May 2 lunch brings together faculty and operations on sustainability issues

By SUSAN JONES

Sustainability isn’t just an abstract idea on Pitt’s Oakland campus.

There are very real issues that staff in operations and facilities have to deal with constantly, such as stormwater runoff or food waste.

On the faculty and student side, there’s plenty of expertise and initiative to help address these issues.

But sometimes it’s hard to bring the two sides together.

A Faculty & Operations Sustainability Power Lunch on May 2, sponsored by the Office of Sustainability, hopes to bridge that divide.

This isn’t a new idea. The Pitt Sustainability Plan released in 2018 had two related goals under research:

  • Use the Pitt campus as a living laboratory for faculty and students to implement new ideas and study outcomes over time.

  • Provide more opportunities and incentives for interdisciplinary research as well as the bridging of academics and operations — promoting an environment of informing and working together.
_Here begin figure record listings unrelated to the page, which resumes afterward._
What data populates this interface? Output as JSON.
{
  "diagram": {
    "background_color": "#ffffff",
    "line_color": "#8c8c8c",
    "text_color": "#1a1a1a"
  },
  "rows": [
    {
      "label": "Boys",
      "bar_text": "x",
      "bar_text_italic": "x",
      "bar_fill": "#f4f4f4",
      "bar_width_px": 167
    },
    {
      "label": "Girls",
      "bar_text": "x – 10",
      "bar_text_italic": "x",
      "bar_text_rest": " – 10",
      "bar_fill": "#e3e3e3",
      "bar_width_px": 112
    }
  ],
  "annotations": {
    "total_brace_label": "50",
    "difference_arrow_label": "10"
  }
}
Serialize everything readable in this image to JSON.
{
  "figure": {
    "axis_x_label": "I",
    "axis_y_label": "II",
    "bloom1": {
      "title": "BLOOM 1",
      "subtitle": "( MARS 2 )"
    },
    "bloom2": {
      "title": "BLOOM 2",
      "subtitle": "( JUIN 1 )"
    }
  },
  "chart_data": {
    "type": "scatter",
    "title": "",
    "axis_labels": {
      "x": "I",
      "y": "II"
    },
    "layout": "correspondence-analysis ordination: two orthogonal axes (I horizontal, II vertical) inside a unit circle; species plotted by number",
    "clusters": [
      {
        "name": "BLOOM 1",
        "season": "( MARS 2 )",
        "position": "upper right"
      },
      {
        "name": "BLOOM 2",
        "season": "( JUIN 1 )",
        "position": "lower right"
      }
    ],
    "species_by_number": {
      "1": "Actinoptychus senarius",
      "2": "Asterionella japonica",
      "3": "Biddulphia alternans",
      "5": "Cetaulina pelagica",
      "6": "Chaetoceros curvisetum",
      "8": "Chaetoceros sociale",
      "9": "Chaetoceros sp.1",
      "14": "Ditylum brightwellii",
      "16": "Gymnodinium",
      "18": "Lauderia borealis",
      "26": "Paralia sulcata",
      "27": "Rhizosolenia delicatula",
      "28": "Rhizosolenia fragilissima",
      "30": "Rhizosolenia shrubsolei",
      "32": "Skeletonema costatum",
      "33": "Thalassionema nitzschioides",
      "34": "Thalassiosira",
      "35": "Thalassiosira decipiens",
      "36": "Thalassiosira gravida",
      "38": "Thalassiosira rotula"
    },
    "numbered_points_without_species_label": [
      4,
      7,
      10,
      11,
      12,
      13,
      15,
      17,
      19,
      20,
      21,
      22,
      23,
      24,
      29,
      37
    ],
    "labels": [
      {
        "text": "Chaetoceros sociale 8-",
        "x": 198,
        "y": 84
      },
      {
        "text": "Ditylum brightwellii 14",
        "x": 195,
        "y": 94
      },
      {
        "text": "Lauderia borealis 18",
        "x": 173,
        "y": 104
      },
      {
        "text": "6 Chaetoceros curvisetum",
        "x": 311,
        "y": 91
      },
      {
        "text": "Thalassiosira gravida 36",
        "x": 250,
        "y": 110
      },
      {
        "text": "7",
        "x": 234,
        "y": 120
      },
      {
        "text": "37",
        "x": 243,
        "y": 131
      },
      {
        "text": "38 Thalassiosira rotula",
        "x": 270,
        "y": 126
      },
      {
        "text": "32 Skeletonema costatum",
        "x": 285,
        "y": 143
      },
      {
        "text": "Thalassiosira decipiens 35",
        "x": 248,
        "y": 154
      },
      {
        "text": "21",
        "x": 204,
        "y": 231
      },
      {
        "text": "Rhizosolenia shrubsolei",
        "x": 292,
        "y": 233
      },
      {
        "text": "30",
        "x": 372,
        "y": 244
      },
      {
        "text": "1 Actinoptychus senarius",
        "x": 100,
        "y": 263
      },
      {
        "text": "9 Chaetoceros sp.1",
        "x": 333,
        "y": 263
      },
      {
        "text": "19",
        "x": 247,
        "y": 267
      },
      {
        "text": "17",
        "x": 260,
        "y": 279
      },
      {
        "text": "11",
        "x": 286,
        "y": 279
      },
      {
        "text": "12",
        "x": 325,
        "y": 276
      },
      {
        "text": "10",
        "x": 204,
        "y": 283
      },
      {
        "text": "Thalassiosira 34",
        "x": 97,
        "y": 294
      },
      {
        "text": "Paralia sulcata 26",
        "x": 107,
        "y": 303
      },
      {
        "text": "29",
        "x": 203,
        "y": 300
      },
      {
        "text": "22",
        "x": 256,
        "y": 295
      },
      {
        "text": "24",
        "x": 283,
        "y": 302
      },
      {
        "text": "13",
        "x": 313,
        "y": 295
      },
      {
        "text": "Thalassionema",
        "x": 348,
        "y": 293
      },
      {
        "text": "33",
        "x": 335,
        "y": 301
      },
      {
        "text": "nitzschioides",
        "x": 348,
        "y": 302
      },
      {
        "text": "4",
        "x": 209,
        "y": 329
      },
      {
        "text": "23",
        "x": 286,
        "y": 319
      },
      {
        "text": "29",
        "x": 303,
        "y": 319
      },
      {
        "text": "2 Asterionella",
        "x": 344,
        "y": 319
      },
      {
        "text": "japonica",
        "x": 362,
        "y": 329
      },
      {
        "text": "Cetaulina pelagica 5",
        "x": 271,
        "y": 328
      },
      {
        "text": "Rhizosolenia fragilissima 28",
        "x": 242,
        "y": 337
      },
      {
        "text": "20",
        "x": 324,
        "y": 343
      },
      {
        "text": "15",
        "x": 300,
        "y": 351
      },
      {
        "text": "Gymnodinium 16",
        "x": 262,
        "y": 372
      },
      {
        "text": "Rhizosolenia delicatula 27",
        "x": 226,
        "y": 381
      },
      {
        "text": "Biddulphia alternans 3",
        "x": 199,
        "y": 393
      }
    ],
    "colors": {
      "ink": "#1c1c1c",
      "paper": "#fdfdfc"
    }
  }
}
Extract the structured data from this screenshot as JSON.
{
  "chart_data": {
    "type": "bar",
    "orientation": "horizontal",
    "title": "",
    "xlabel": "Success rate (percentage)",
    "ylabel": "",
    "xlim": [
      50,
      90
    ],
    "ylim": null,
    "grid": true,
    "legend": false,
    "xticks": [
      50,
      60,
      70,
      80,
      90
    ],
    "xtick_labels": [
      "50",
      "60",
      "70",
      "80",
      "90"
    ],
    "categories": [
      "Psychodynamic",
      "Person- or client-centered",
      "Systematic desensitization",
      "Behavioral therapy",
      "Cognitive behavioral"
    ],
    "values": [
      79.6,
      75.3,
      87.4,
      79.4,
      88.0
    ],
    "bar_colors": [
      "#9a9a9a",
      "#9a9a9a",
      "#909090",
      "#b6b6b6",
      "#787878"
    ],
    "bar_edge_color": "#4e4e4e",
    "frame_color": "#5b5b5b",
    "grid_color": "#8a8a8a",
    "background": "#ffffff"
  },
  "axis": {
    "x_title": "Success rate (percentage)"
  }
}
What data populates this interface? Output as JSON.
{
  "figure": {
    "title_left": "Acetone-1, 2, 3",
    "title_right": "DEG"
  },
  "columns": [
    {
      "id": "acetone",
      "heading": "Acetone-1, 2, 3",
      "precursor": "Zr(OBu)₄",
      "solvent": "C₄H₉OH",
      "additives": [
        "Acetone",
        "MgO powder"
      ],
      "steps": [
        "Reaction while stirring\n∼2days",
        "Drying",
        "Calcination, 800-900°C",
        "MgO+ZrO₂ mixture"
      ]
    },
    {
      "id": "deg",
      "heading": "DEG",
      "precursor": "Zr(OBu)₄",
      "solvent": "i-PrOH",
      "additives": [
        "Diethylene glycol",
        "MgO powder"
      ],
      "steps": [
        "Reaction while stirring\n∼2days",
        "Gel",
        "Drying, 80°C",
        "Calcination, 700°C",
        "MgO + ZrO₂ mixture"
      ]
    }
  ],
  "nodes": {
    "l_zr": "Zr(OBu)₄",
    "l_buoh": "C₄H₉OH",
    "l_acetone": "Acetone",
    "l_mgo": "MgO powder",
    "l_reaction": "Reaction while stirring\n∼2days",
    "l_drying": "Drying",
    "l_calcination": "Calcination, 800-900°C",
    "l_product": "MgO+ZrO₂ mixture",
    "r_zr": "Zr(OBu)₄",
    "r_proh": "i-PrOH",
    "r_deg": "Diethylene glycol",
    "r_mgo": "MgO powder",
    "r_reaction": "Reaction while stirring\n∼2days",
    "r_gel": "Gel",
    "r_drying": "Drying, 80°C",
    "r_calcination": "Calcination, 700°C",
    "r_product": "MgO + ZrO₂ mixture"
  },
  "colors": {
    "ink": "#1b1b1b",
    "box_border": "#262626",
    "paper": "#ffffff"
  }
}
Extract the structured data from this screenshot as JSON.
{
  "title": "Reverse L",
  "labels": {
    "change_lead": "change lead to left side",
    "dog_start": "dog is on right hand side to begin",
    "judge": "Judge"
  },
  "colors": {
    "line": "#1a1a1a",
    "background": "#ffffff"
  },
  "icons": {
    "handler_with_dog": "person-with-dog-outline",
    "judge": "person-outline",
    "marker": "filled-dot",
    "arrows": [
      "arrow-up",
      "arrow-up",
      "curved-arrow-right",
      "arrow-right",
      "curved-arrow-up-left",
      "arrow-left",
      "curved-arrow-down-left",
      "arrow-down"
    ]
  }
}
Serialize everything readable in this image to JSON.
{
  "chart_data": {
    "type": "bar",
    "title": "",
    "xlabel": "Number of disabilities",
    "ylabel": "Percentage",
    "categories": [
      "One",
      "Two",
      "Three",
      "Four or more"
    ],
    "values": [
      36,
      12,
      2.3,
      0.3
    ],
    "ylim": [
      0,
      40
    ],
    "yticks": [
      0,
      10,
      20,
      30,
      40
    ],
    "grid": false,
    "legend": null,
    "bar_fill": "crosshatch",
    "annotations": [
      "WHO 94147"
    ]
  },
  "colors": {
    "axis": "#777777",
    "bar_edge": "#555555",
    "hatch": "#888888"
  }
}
Gena Kovalcik, co-director of the Mascaro Center for Sustainable Innovation, said that in 2020 there was a plan in place to bring faculty and operations staff together to work on these issues, “And as we all know, plans got changed.” They felt it was important to wait until campus was open and the meeting could take place in person, “for these relationships to be able to build between people.”

The “power lunch” from noon to 2 p.m. May 2 in the University Club, Ballroom A, will feature a discussion of faculty-led research cohorts that could be utilized for sustainability research on campus, such as undergraduate summer research, led by David Sanchez, associate professor, Civil & Environmental Engineering, and associate director of the Mascaro Center; or the Center for Sustainable Business Fellows, led by Terri Gregos Fitzgerald, adjunct professor, in the Center for Branding.

Daniel Bain, associate professor of geology & environmental sciences and deputy director of the Pittsburgh Water Collaboratory, will lead this discussion.

Bain said he hopes the event encourages and educates faculty on areas of the University that might be useful in their research, and creates connections with people in operations. “What I’m hoping is this really creates and makes vital some of these connections that could be there and aren’t necessarily.

“At the same time, operations really has to think about the faculty as its colleagues,” he said. “For a long time, I think that there’s been a bit of a perception of otherness. … But some of us work in stormwater, some of us work in these really complicated (areas). We can do things that are helpful, and it’s helpful to us because we’re trying to teach students how to do this stuff and it’s all real world examples. The best way I can teach is throw a real world example at a student. If they can do it, that’s what they’re going to internalize.”

Aurora Sharrard, assistant vice chancellor for sustainability, said there are some faculty who are already engaged in this type of partnership with operations, “but it’s a pretty small set and we’ve been wanting to grow those opportunities and create more relationships that help those opportunities blossom all over campus.”

On the operations side, there will be a panel of administration officials who will “talk about the challenges and obstacles that they’re facing today. Essentially, what keeps them up at night,” Sharrard said. The participants range from people in Facilities Management to financial operations to community engagement.

Bain said the most exciting thing about the event is the last third, dubbed Conversation and Matching Roundtables, where people are going to have the chance to really talk — “Everyone’s going to be in the room, so why waste that opportunity? Buddy up and figure out the twinkle of that next project.”

The idea of bringing the two sides together, Sharrard said, “is to showcase to operational folks who may be in the room what those potential partnership mechanisms might look like, because some projects may be small, some projects may be larger and more in depth and span years. … And part of it is to show off these projects that have already happened and may happen fairly regularly, so that people have a model that they can follow.”

She cited one project that’s been going on for several years that involves faculty, students and Pitt infrastructure. Melissa Bilec, co-director for the Mascaro Center, has always had a graduate student who does the Pittsburgh campus greenhouse gas inventory, which started as a partnership with Facilities Management, but now requires data from departments across the University.

Bain said he worked with students about 15 years ago to get a rain garden on the lawn next to Petersen Events Center (where the Sports & Performance Center is now under construction). That process led to him wanting to create more ties with operations, “because sometimes it was really hard to get facilities to interact with us.”

He also said when he’s teaching about stormwater he always calls facilities “so we can go look at the well they have in Sennott Square where they pump all the water that would be filling the parking garage. It’s really a way that you can see things that you wouldn’t normally see as a student.”

A sustainability class taught by Ward Allebach, in the Department of Geology and Environmental Science, also lets students “creatively think about ways they can have a positive impact on on campus sustainability,” Kovalcik said. This had led to projects like battery recycling on campus and the Bike Cave.

“I think the University has had these research and operations collaborations focused on sustainability for at least 15 years,” Sharrard said. “This is just our next step in that journey of trying to formalize and solidify our unified approach to an expanded research and operations partnership.”